The present studies test whether French grammatical gender affects bilingual children's classification of objects as boys or girls in English, in children aged 3 to 5 years (Study 1) and aged 8 to 10 years (Study 2), compared to monolingual children to control for possible cultural biases. In both studies, children tended to classify more objects as boys than as girls. In Study 1, the bilingual children showed a reduced boy bias relative to monolinguals. Only the older children showed a by-object effect of French gender. The bilinguals' and monolinguals' classifications were highly correlated. In Study 3, English-speaking adults classified object names as boys or girls. The adults' classifications were highly correlated with the children's. The authors argue that the classification of objects by gender is affected by cultural biases as well as knowledge of French. The effect of French knowledge is modified by age.Many researchers have argued that the habitual use of a language can influence adults' thinking
Bilingual children sometimes perform better than same-aged monolingual children on metalinguistic awareness tasks, such as a grammaticality judgment. Some of these differences can be attributed to bilinguals having to learn to control attention to language choice. This study tested the hypothesis that bilingual children, as young as preschool age, would score overall higher than monolingual children on a grammaticality judgment test. French-English bilingual preschoolers judged the acceptability of three constructions in French and English (i.e. adjective-noun ordering, obligatoriness of a determiner, and object pronoun placement). Their performance was compared with that of a group of age-matched English monolinguals. The results showed that the bilingual children scored higher than the monolingual children. These results demonstrate that syntactic awareness develops quite early for bilinguals. Additionally, the bilingual children demonstrated cross-linguistic influence of core syntactic structure in French, as their judgments were affected by English acceptability.
This paper describes an investigation into the function of child-directed speech (CDS) across development. In the first experiment, 10-21-month-olds were presented with familiar words in CDS and trained on novel words in CDS or adult-directed speech (ADS). All children preferred the matching display for familiar words. However, only older toddlers in the CDS condition preferred the matching display for novel words. In Experiment 2, children 3-6 years of age were presented with a sentence comprehension task in CDS or ADS. Older children performed better overall than younger children with 5- and 6-year-olds performing above chance regardless of speech condition, while 3- and 4-year-olds only performed above chance when the sentences were presented in CDS. These findings provide support for the theory that CDS is most effective at the beginning of acquisition for particular constructions (e.g. vocabulary acquisition, syntactic comprehension) rather than at a particular age or for a particular task.
scite is a Brooklyn-based organization that helps researchers better discover and understand research articles through Smart Citations–citations that display the context of the citation and describe whether the article provides supporting or contrasting evidence. scite is used by students and researchers from around the world and is funded in part by the National Science Foundation and the National Institute on Drug Abuse of the National Institutes of Health.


■ What the task asks ■
From the entries below, copy every line that has the word "curve".

■ Task inputs ■
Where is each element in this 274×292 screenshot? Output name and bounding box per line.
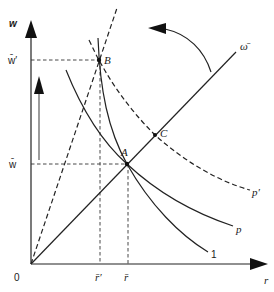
point-C: C [153,127,168,139]
curve-1-label: 1 [211,249,217,260]
y-axis-label: w [9,18,18,29]
wage-arrowhead-icon [34,76,44,94]
y-axis-arrow-icon [25,20,37,38]
x-axis [31,258,268,270]
x-tick-r-bar: r̄ [124,271,129,283]
curve-p-label: p [235,223,242,235]
x-axis-arrow-icon [250,258,268,270]
origin-label: 0 [14,272,20,283]
y-tick-w-bar-prime: w̄′ [7,54,17,66]
point-C-label: C [160,127,168,139]
point-A: A [120,146,129,166]
curve-p-prime-label: p′ [251,186,261,198]
wage-increase-arrow [34,76,44,160]
y-tick-w-bar: w̄ [8,158,17,170]
curve-1 [98,38,208,252]
guide-lines [31,60,128,264]
omega-bar-line [31,52,236,264]
y-axis [25,20,37,264]
x-tick-r-bar-prime: r̄′ [95,271,102,283]
rotation-arrow [148,23,211,72]
x-axis-label: r [264,274,269,286]
steep-dashed-ray [31,8,117,264]
rotation-arrowhead-icon [148,23,166,34]
point-B-label: B [104,54,111,66]
economics-diagram: w r 0 w̄′ w̄ r̄′ r̄ ω̄ 1 p p′ A B C [0,0,274,292]
point-A-label: A [120,146,128,158]
omega-bar-label: ω̄ [240,40,251,52]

■ Result of this exercise ■
curve-1-label: 1 [211,249,217,260]
curve-p-label: p [235,223,242,235]
curve-p-prime-label: p′ [251,186,261,198]
curve-1 [98,38,208,252]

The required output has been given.